41 landlord expenses excluding interest and capital works is available back to 1992/93. Over this period this category has been a stable 48 per cent of rents, though a declining share of property value. On this basis, we extrapolate our estimates of running costs back from 2005/06 as 36 per cent of rents. These trends mean that running costs contribute positively to the growth in house prices in the 1990s and early 2000s, with a small negative contribution since then, as shown in Figure 4. An alternative data source on running costs is the ‘Income from Dwelling Rent’ table in the ABS annual national accounts, used by Stapledon (2007). However, these data include expenses paid by landlords but not owner-occupiers. Another alternative is the ABS Housing Occupancy and Costs (Cat No 4130.0, 2009-10, Table A4, p 94), which has recently been run jointly with the Household Expenditure Survey (HES). Relative to the estimates in Table A2, the HES data imply similar costs for insurance, repairs and maintenance, slightly lower rates, and substantially lower body corporate fees. That may reflect reporting errors or differences in coverage between the two data sources. However, the HES data are harder to extend back in time, due to changes in definitions. Furthermore, their coverage is too narrow for our purposes. For example, expenses such as replacement of household furnishings and equipment which the tax statistics classify as depreciation of plant are classified by the HES as spending on consumer durables and are not separately identifiable.
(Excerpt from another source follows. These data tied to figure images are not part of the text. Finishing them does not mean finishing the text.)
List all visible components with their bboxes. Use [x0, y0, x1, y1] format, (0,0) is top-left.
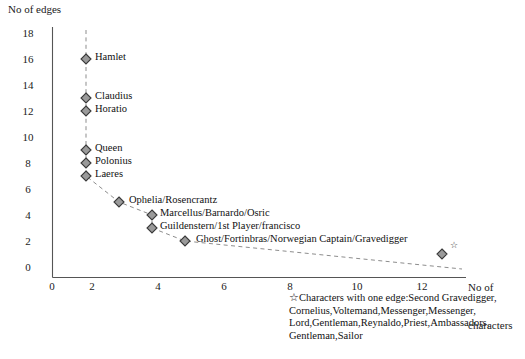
data-point-one-edge-characters: [437, 249, 447, 259]
y-tick-18: 18: [18, 27, 38, 39]
y-tick-0: 0: [18, 261, 38, 273]
legend-line-2: Cornelius,Voltemand,Messenger,Messenger,: [289, 305, 525, 318]
y-tick-12: 12: [18, 105, 38, 117]
point-label-claudius: Claudius: [95, 90, 132, 101]
data-point-laeres: [81, 171, 91, 181]
data-point-queen: [81, 145, 91, 155]
x-tick-6: 6: [214, 280, 234, 292]
legend-line-4: Gentleman,Sailor: [289, 330, 525, 343]
point-label-queen: Queen: [95, 142, 122, 153]
data-point-ghost-fortinbras-norwegian-captain-gravedigger: [180, 236, 190, 246]
x-tick-4: 4: [148, 280, 168, 292]
point-label-horatio: Horatio: [95, 103, 127, 114]
data-point-polonius: [81, 158, 91, 168]
y-tick-6: 6: [18, 183, 38, 195]
y-tick-8: 8: [18, 157, 38, 169]
data-point-ophelia-rosencrantz: [114, 197, 124, 207]
y-tick-14: 14: [18, 79, 38, 91]
legend-line-1: ☆Characters with one edge:Second Gravedi…: [289, 292, 525, 305]
point-label-polonius: Polonius: [95, 155, 132, 166]
point-label-hamlet: Hamlet: [95, 51, 126, 62]
y-tick-16: 16: [18, 53, 38, 65]
y-tick-10: 10: [18, 131, 38, 143]
point-label-ophelia-rosencrantz: Ophelia/Rosencrantz: [129, 194, 217, 205]
x-tick-10: 10: [347, 280, 367, 292]
data-point-horatio: [81, 106, 91, 116]
x-tick-2: 2: [82, 280, 102, 292]
x-tick-0: 0: [42, 280, 62, 292]
legend-line-3: Lord,Gentleman,Reynaldo,Priest,Ambassado…: [289, 317, 525, 330]
y-axis-title: No of edges: [8, 3, 61, 16]
legend: ☆Characters with one edge:Second Gravedi…: [289, 292, 525, 342]
data-point-guildenstern-1st-player-francisco: [147, 223, 157, 233]
point-label-marcellus-barnardo-osric: Marcellus/Barnardo/Osric: [160, 207, 270, 218]
star-icon: ☆: [450, 240, 458, 250]
data-point-claudius: [81, 93, 91, 103]
x-tick-12: 12: [412, 280, 432, 292]
data-point-hamlet: [81, 54, 91, 64]
y-tick-2: 2: [18, 235, 38, 247]
x-tick-8: 8: [280, 280, 300, 292]
data-point-marcellus-barnardo-osric: [147, 210, 157, 220]
point-label-ghost-fortinbras-norwegian-captain-gravedigger: Ghost/Fortinbras/Norwegian Captain/Grave…: [196, 233, 407, 244]
y-tick-4: 4: [18, 209, 38, 221]
point-label-guildenstern-1st-player-francisco: Guildenstern/1st Player/francisco: [160, 220, 300, 231]
point-label-laeres: Laeres: [95, 168, 123, 179]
A.7

Expected Inflation

To present interest rates and expected appreciation in real terms we need a measure of inflation expectations. We use expectations over the next ten years derived from inflation swaps (Finlay and Olivan 2012, Graph 8). As of April 2014, this was 2.8 per cent. Before 2007, we splice this measure with the break-even 10-year inflation rate on indexed bonds. Before 1986, we splice this with a 5-year backaverage of the change in the headline CPI. In calculating expected real appreciation rates, we use Stapledon’s (2007) historical house price series which are deflated by the chain-weighted price index for household consumption.